Releases from Freenote Cloth

This week, on the precipice of celebrating our nation’s quarter-millennium anniversary, we have a small, singular release focused on Freenote Cloth, which has become America’s best-in-class heritage menswear brand and producer. To tell the story, we have a collection featuring a new Sashiko Midway, the 1950s Rinsed Indigo Belford, and the famed Workers Chinos in several colorways.

Made with the finest Japanese fabrics, exceptional custom trims and hardware, and produced to a durable, refined standard in California, these pieces from Freenote embody their recipe for success and novelty in a space where we think we’ve seen it all. For the Freenote faithful, you already know; for those who have not yet experienced the surprise, little details, and western-meets-workwear edge in style and construction, this release is a fine place to get on the horse.

Manufacturing is difficult, especially in the developed world, and even more so in the United States. We’ll leave the causes for another day. Still, many brands committed to making quality goods in the United States have either failed or scaled beyond the reach of accessible infrastructure, eventually moving production overseas. While there is always a banner cry to “make stuff in the States,” the reality of that proposition is filled with far more resistance than momentum. Legacy producers with their own factories who often specialize in a single category of goods, have an advantage, but even that road is rough. Freenote launched over a decade ago as a brand operating across various factories in Southern California, often using only a fraction of each facility’s capacity.

Like us, Freenote has always taken the hard road. Driven by Andrew Brodrick’s relentless drive to improve production and Matt Brodrick’s commitment to designing inspiring pieces, this bold brother duo has achieved what some would call impossible. They have grown to take over some of the best category-specific factories and workshops in California, producing almost exclusively at a quality level normally seen only in heritage goods from the top makers in Japan.

It’s astounding and laudable, and we are pleased to be among their chief advocates and collaborators. Support what they do because it is difficult, exceptionally well executed, and rooted in the historical values of America worth carrying forward: grit, determination, and the willingness to press forward against all odds.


■ Requirement:
Copy out all lines of the records in which the word "selection" appears.

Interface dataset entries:
»»
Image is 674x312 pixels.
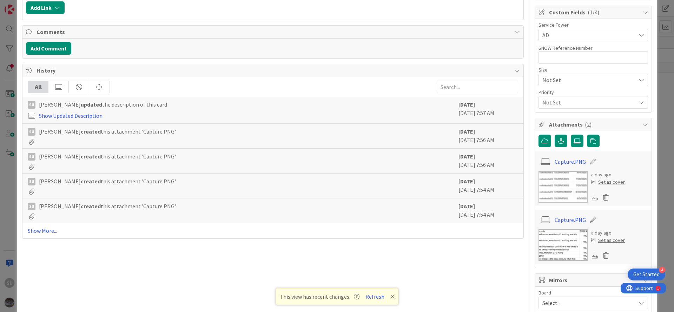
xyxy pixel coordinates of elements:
[28,128,35,136] div: SU
[81,101,102,108] b: updated
[458,153,475,160] b: [DATE]
[39,100,167,109] span: [PERSON_NAME] the description of this card
[633,271,659,278] div: Get Started
[28,227,518,235] a: Show More...
[458,100,518,120] div: [DATE] 7:57 AM
[81,203,101,210] b: created
[458,177,518,195] div: [DATE] 7:54 AM
[538,22,648,27] div: Service Tower
[28,101,35,109] div: SU
[591,171,625,179] div: a day ago
[538,291,551,295] span: Board
[585,121,591,128] span: ( 2 )
[458,202,518,220] div: [DATE] 7:54 AM
[554,158,586,166] a: Capture.PNG
[26,42,71,55] button: Add Comment
[542,298,632,308] span: Select...
[591,179,625,186] div: Set as cover
[549,276,639,285] span: Mirrors
[591,193,599,202] div: Download
[28,81,48,93] div: All
[363,292,387,301] button: Refresh
[549,120,639,129] span: Attachments
[39,202,176,211] span: [PERSON_NAME] this attachment 'Capture.PNG'
[15,1,32,9] span: Support
[458,128,475,135] b: [DATE]
[542,98,632,107] span: Not Set
[549,8,639,16] span: Custom Fields
[591,237,625,244] div: Set as cover
[28,153,35,161] div: SU
[39,177,176,186] span: [PERSON_NAME] this attachment 'Capture.PNG'
[81,178,101,185] b: created
[26,1,65,14] button: Add Link
[458,178,475,185] b: [DATE]
[659,267,665,273] div: 4
[39,152,176,161] span: [PERSON_NAME] this attachment 'Capture.PNG'
[538,90,648,95] div: Priority
[554,216,586,224] a: Capture.PNG
[587,9,599,16] span: ( 1/4 )
[458,152,518,170] div: [DATE] 7:56 AM
[36,3,38,8] div: 1
[36,28,510,36] span: Comments
[39,112,102,119] a: Show Updated Description
[36,66,510,75] span: History
[458,203,475,210] b: [DATE]
[538,67,648,72] div: Size
[538,45,592,51] label: SNOW Reference Number
[81,128,101,135] b: created
[280,293,359,301] span: This view has recent changes.
[627,269,665,281] div: Open Get Started checklist, remaining modules: 4
[458,101,475,108] b: [DATE]
[28,178,35,186] div: SU
[28,203,35,211] div: SU
[542,31,635,39] span: AD
[591,229,625,237] div: a day ago
[39,127,176,136] span: [PERSON_NAME] this attachment 'Capture.PNG'
[81,153,101,160] b: created
[436,81,518,93] input: Search...
[591,251,599,260] div: Download
[458,127,518,145] div: [DATE] 7:56 AM
[542,75,632,85] span: Not Set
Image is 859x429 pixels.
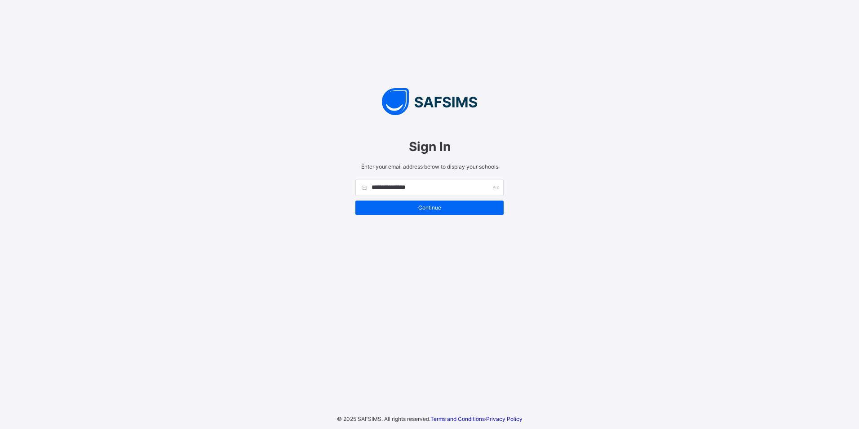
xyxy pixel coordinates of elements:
[355,163,504,170] span: Enter your email address below to display your schools
[430,415,523,422] span: ·
[337,415,430,422] span: © 2025 SAFSIMS. All rights reserved.
[346,88,513,115] img: SAFSIMS Logo
[486,415,523,422] a: Privacy Policy
[430,415,485,422] a: Terms and Conditions
[355,139,504,154] span: Sign In
[362,204,497,211] span: Continue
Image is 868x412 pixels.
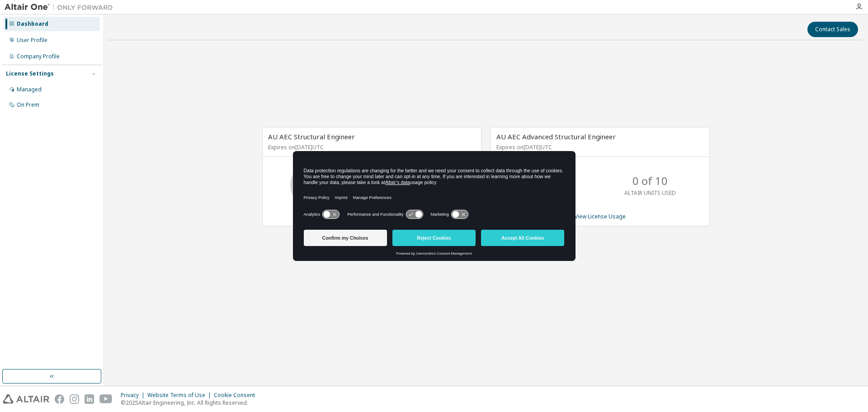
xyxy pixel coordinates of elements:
div: User Profile [17,37,47,44]
img: Altair One [5,3,118,12]
button: Contact Sales [808,22,858,37]
div: Dashboard [17,20,49,28]
div: License Settings [6,70,54,78]
span: AU AEC Advanced Structural Engineer [496,132,616,141]
p: 0 of 10 [633,173,667,189]
p: Expires on [DATE] UTC [496,143,702,151]
p: ALTAIR UNITS USED [624,189,676,197]
div: Managed [17,86,41,93]
p: © 2025 Altair Engineering, Inc. All Rights Reserved. [121,399,260,407]
p: Expires on [DATE] UTC [268,143,473,151]
div: Company Profile [17,53,60,60]
div: Cookie Consent [214,392,260,399]
div: Privacy [121,392,147,399]
img: facebook.svg [54,394,64,404]
div: On Prem [17,101,39,108]
img: altair_logo.svg [3,394,49,404]
span: AU AEC Structural Engineer [268,132,355,141]
img: instagram.svg [70,394,79,404]
img: linkedin.svg [85,394,94,404]
div: Website Terms of Use [147,392,214,399]
img: youtube.svg [99,394,112,404]
a: View License Usage [575,213,625,220]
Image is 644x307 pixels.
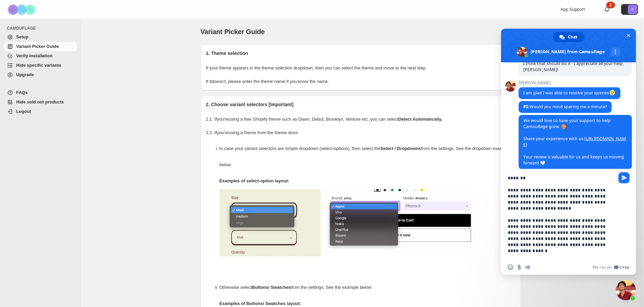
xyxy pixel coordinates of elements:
[553,32,584,42] div: Chat
[625,32,632,39] span: Close chat
[508,175,615,260] textarea: Compose your message...
[4,88,77,97] a: FAQs
[206,78,515,85] p: If it doesn't , please enter the theme name if you know the name.
[220,178,290,183] strong: Examples of select-option layout:
[606,2,615,8] div: 2
[523,104,530,109] span: PS:
[206,101,515,108] h2: 2. Choose variant selectors [Important]
[206,129,515,136] p: 2.2. If you're using a theme from the theme store:
[525,264,531,270] span: Audio message
[4,60,77,70] a: Hide specific variants
[380,146,421,151] strong: Select / Dropdowns
[206,116,515,123] p: 2.1. If you're using a free Shopify theme such as Dawn, Debut, Brooklyn, Venture etc, you can select
[4,97,77,107] a: Hide sold out products
[4,107,77,116] a: Logout
[201,28,265,36] span: Variant Picker Guide
[523,136,626,148] a: [URL][DOMAIN_NAME]
[523,118,626,166] span: We would love to have your support to help Camouflage grow. 🥰 Share your experience with us: Your...
[16,63,61,68] span: Hide specific variants
[604,6,611,13] a: 2
[4,51,77,60] a: Verify Installation
[324,189,476,256] img: camouflage-select-options-2
[16,53,52,58] span: Verify Installation
[220,189,321,256] img: camouflage-select-options
[508,264,513,270] span: Insert an emoji
[616,280,636,300] div: Close chat
[206,65,515,72] p: If your theme appears in the theme selection dropdown, then you can select the theme and move to ...
[7,26,77,31] span: CAMOUFLAGE
[523,60,624,72] span: I think that should do it - I appreciate all your help, [PERSON_NAME]!
[568,32,577,42] span: Chat
[252,285,291,290] strong: Buttons/ Swatches
[523,104,607,109] span: Would you mind sparing me a minute?
[220,279,515,295] p: Otherwise select from the settings. See the example below
[16,44,59,49] span: Variant Picker Guide
[611,48,620,56] div: More channels
[16,109,31,114] span: Logout
[16,90,28,95] span: FAQs
[206,50,515,56] h2: 1. Theme selection
[16,100,64,104] span: Hide sold out products
[619,172,630,183] span: Send
[5,0,39,19] img: Camouflage
[16,72,34,77] span: Upgrade
[4,70,77,80] a: Upgrade
[517,264,522,270] span: Send a file
[220,140,515,173] p: In case your variant selectors are simple dropdown (select-options), then select the from the set...
[519,80,620,85] span: [PERSON_NAME]
[632,8,634,12] text: S
[628,5,637,14] span: Avatar with initials S
[592,264,629,270] a: We run onCrisp
[4,42,77,51] a: Variant Picker Guide
[592,264,612,270] span: We run on
[523,90,616,96] span: I am glad I was able to resolve your queries
[560,7,585,12] span: App Support
[620,264,629,270] span: Crisp
[621,4,638,15] button: Avatar with initials S
[4,32,77,42] a: Setup
[398,116,443,122] strong: Detect Automatically.
[220,301,302,306] strong: Examples of Buttons/ Swatches layout:
[16,34,28,40] span: Setup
««
■ Output of the exercise:
[206,65,515,72] p: If your theme appears in the theme selection dropdown, then you can select the theme and move to ...
[206,50,515,56] h2: 1. Theme selection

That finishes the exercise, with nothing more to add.